How Brian Tyler Scored the 'The Super Mario Galaxy Movie' from a Hospital Bed After a Double Brain Hemorrhage (Exclusive)

How Brian Tyler Scored the 'The Super Mario Galaxy Movie' from a Hospital Bed After a Double Brain Hemorrhage (Exclusive)
Source: People.com

Tyler credits the experience with inspiring his best work and is now focused on his ambitious electronic show Are We Dreaming.

When Brian Tyler set out to compose the music for The Super Mario Galaxy Movie soundtrack in August of last year, his work came to a screeching halt after experiencing a double brain hemorrhage. Still, his medical experience couldn't keep him from doing what he loves most.

"Nothing was gonna stop me, not even a hospital visit," Tyler, 53, who's scored over 100 films, including Avengers: Age of Ultron, Iron Man 3 and Crazy Rich Asians, tells PEOPLE exclusively.

Tyler -- who also scored 2023's The Super Mario Bros. Movie -- had just finished watching a screening for the movie and he was brainstorming ideas. Then, he walked up to one of his team members to discuss his ideas when he felt "a thunderclap."

"It basically feels like thunder. I had no reference for this and I'm an active person," he says, adding that he played plenty of sports growing up and never got hurt. "This thing hit me and it was gnarly."

According to the Cleveland Clinic, brain hemorrhages -- also known as brain bleeds -- can be life-threatening and cause permanent brain damage.

"It was scary going in there. You're facing your own mortality," he says, referencing a song of his called "Gates of Time."
"When I came out of it, someone said, 'You just had your 'Gates of Time' experience.' Because 'Gates of Time' is about what would happen if we faced our own mortality, and we were on the last day of our life called Day Zero... So now I was like, 'Oh my gosh, I was at day zero.' And I got pulled back. It was a miracle."

But the biggest miracle, he says, was that he was quickly able to bounce back to conducting, drumming and playing basketball. His doctors also reminded him how lucky he was to be alive.

"Afterwards, this is the analogy [I got], if my brain was Manhattan and it got hit with two nukes, there's all the smoke and everything. Then the neurologist goes in after the dust settles... and no windows were broken. They're like, 'That's how lucky you are.' So now I'm thinking, 'Wow, I have this time. Now, what am I gonna do with it?'"

Tyler then did what came naturally to him: he started writing for The Super Mario Galaxy Movie and the 2025 film Nuremberg from his hospital bed four days post-hemorrhage -- and it quickly became his "best work."

"I didn't have a piano or anything. Thank goodness I write music in my head," he says. "And everyone in the hospital is sitting around going, 'What is up with this guy?' But I was like, 'I'm determined.'"

Shortly after he was released from the hospital, Tyler went straight to conducting and recording the music, and he didn't tell anyone until he was nearly done with the soundtracks.

"I just didn't want people to worry," he says, adding, "I'm healthier now than I was before it happened. I'd be crazy not to take advantage of this."

In the end, The Super Mario Galaxy Movie became the highest-grossing film of 2026, and Tyler has adopted an everything-happens-for-a-reason mentality around his medical scare.

"I'm like, wait a minute, if I was driven to write the best music I could because of what happened in a way, because I was writing it from a bed, who knows the serendipity of things," he says. "It's like a crowning moment in my film composing career."

Now, Tyler -- who performed at the Formula 1 Crypto.com Miami Grand Prix on Saturday, May 2 -- is working on the "most ambitious thing I've ever done," an electronic show called Are We Dreaming that will feature visuals matching his sound-to-color synesthesia.

"It's almost like this is the first show where that is invisible to me because I make it congruent. So we switched roles. You see the world as I see it, and I see the world as you see it. It is absolutely wild," he says. "I'm so proud of it and it's really my life's work."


Give back the full set of entries that follows, exactly as written.

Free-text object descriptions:
————

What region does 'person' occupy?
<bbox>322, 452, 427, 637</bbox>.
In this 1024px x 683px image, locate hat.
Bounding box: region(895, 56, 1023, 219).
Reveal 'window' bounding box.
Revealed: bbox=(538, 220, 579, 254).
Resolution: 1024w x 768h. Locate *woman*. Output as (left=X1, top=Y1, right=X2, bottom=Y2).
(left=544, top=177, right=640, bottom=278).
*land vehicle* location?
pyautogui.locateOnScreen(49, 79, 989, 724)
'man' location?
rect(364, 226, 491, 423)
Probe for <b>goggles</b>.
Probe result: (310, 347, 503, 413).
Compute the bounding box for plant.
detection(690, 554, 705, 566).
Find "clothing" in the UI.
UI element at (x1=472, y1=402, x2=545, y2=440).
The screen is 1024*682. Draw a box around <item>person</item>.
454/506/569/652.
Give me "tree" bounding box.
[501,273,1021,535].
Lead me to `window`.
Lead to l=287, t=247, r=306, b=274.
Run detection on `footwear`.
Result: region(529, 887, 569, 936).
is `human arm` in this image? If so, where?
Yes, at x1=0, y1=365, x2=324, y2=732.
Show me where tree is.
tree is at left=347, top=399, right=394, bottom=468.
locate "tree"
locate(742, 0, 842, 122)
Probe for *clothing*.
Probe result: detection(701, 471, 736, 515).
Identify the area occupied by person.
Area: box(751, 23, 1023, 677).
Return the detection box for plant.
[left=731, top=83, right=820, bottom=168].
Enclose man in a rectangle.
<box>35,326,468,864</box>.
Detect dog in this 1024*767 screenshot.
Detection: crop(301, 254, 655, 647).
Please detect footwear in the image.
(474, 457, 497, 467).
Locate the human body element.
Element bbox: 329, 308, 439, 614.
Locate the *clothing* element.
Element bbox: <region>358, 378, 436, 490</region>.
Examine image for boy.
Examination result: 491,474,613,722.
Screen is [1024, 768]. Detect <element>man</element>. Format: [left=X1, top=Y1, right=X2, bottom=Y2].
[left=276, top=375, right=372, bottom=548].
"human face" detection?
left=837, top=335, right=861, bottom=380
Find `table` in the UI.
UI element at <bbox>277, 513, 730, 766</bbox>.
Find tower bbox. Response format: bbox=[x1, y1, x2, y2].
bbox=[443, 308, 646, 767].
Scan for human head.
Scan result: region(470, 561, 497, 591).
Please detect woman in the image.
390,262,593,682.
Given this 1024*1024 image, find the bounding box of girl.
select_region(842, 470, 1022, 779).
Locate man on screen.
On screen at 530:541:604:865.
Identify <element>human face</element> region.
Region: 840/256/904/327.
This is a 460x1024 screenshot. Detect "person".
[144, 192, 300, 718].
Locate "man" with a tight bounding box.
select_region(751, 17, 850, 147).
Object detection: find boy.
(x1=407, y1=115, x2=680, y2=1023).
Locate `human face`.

————

## Reply
What region does 'person' occupy?
<bbox>322, 452, 427, 637</bbox>.
In this 1024px x 683px image, locate hat.
Bounding box: region(895, 56, 1023, 219).
Reveal 'window' bounding box.
Revealed: bbox=(538, 220, 579, 254).
Resolution: 1024w x 768h. Locate *woman*. Output as (left=X1, top=Y1, right=X2, bottom=Y2).
(left=544, top=177, right=640, bottom=278).
*land vehicle* location?
pyautogui.locateOnScreen(49, 79, 989, 724)
'man' location?
rect(364, 226, 491, 423)
Probe for <b>goggles</b>.
Probe result: (310, 347, 503, 413).
Compute the bounding box for plant.
detection(690, 554, 705, 566).
Find "clothing" in the UI.
UI element at (x1=472, y1=402, x2=545, y2=440).
The screen is 1024*682. Draw a box around <item>person</item>.
454/506/569/652.
Give me "tree" bounding box.
[501,273,1021,535].
Lead me to `window`.
Lead to l=287, t=247, r=306, b=274.
Run detection on `footwear`.
Result: region(529, 887, 569, 936).
is `human arm` in this image? If so, where?
Yes, at x1=0, y1=365, x2=324, y2=732.
Show me where tree is.
tree is at left=347, top=399, right=394, bottom=468.
locate "tree"
locate(742, 0, 842, 122)
Probe for *clothing*.
Probe result: detection(701, 471, 736, 515).
Identify the area occupied by person.
Area: box(751, 23, 1023, 677).
Return the detection box for plant.
[left=731, top=83, right=820, bottom=168].
Enclose man in a rectangle.
<box>35,326,468,864</box>.
Detect dog in this 1024*767 screenshot.
Detection: crop(301, 254, 655, 647).
Please detect footwear in the image.
(474, 457, 497, 467).
Locate the human body element.
Element bbox: 329, 308, 439, 614.
Locate the *clothing* element.
Element bbox: <region>358, 378, 436, 490</region>.
Examine image for boy.
Examination result: 491,474,613,722.
Screen is [1024, 768]. Detect <element>man</element>. Format: [left=X1, top=Y1, right=X2, bottom=Y2].
[left=276, top=375, right=372, bottom=548].
"human face" detection?
left=837, top=335, right=861, bottom=380
Find `table` in the UI.
UI element at <bbox>277, 513, 730, 766</bbox>.
Find tower bbox. Response format: bbox=[x1, y1, x2, y2].
bbox=[443, 308, 646, 767].
Scan for human head.
Scan result: region(470, 561, 497, 591).
Please detect woman in the image.
390,262,593,682.
Given this 1024*1024 image, find the bounding box of girl.
select_region(842, 470, 1022, 779).
Locate man on screen.
On screen at 530:541:604:865.
Identify <element>human face</element> region.
Region: 840/256/904/327.
This is a 460x1024 screenshot. Detect "person".
[144, 192, 300, 718].
Locate "man" with a tight bounding box.
select_region(751, 17, 850, 147).
Object detection: find boy.
(x1=407, y1=115, x2=680, y2=1023).
Locate `human face`.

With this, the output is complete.